Play Style Identification Using Low-Level Representations of Play Traces in MicroRTS
Ruizhe Yu Xia, Jeremy Gow, Simon Lucas

TL;DR
This paper introduces an unsupervised CNN-LSTM autoencoder approach to extract meaningful representations from low-level play traces in MicroRTS, enabling better differentiation and exploration of diverse game play styles without domain-specific features.
Contribution
It presents a novel method using unsupervised deep learning to analyze raw play trace data, reducing reliance on handcrafted features and domain knowledge.
Findings
Latent representations effectively separate different play styles.
Approach reduces need for domain-specific feature engineering.
Facilitates exploration of diverse AI play styles.
Abstract
Play style identification can provide valuable game design insights and enable adaptive experiences, with the potential to improve game playing agents. Previous work relies on domain knowledge to construct play trace representations using handcrafted features. More recent approaches incorporate the sequential structure of play traces but still require some level of domain abstraction. In this study, we explore the use of unsupervised CNN-LSTM autoencoder models to obtain latent representations directly from low-level play trace data in MicroRTS. We demonstrate that this approach yields a meaningful separation of different game playing agents in the latent space, reducing reliance on domain expertise and its associated biases. This latent space is then used to guide the exploration of diverse play styles within studied AI players.
Peer Reviews
No public reviews on file for this paper yet. If you reviewed it on a platform where reviews are public (OpenReview, ICLR, NeurIPS, ICML), you can paste yours below so the community can read it here.
Videos
No videos yet. Explain this paper in a talk, walkthrough, or lecture? Add one.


- The problem -
Report back every line below that carries the word "name".

(Excerpts from a figure dataset)

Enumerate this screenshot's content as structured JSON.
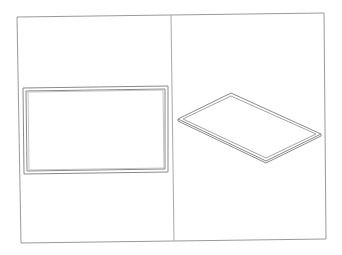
{
  "drawing": {
    "title": "",
    "background": "#ffffff",
    "line_color": "#8a8a8a",
    "frame_color": "#9a9a9a",
    "views": [
      {
        "name": "front-view",
        "shape": "rectangular-frame",
        "outer_rect": [
          23,
          87,
          168,
          173
        ],
        "inner_rect": [
          26,
          90,
          165,
          170
        ]
      },
      {
        "name": "isometric-view",
        "shape": "flat-rectangular-plate",
        "outer_corners": [
          [
            231,
            93
          ],
          [
            321,
            134
          ],
          [
            266,
            161
          ],
          [
            178,
            119
          ]
        ],
        "inner_corners": [
          [
            231,
            96
          ],
          [
            316,
            134
          ],
          [
            266,
            158
          ],
          [
            183,
            119
          ]
        ]
      }
    ],
    "sheet_border": [
      [
        17,
        17
      ],
      [
        324,
        13
      ],
      [
        326,
        239
      ],
      [
        21,
        243
      ]
    ],
    "divider": [
      [
        171,
        15
      ],
      [
        174,
        241
      ]
    ]
  }
}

- Result for this exercise -
        "name": "front-view",
        "name": "isometric-view",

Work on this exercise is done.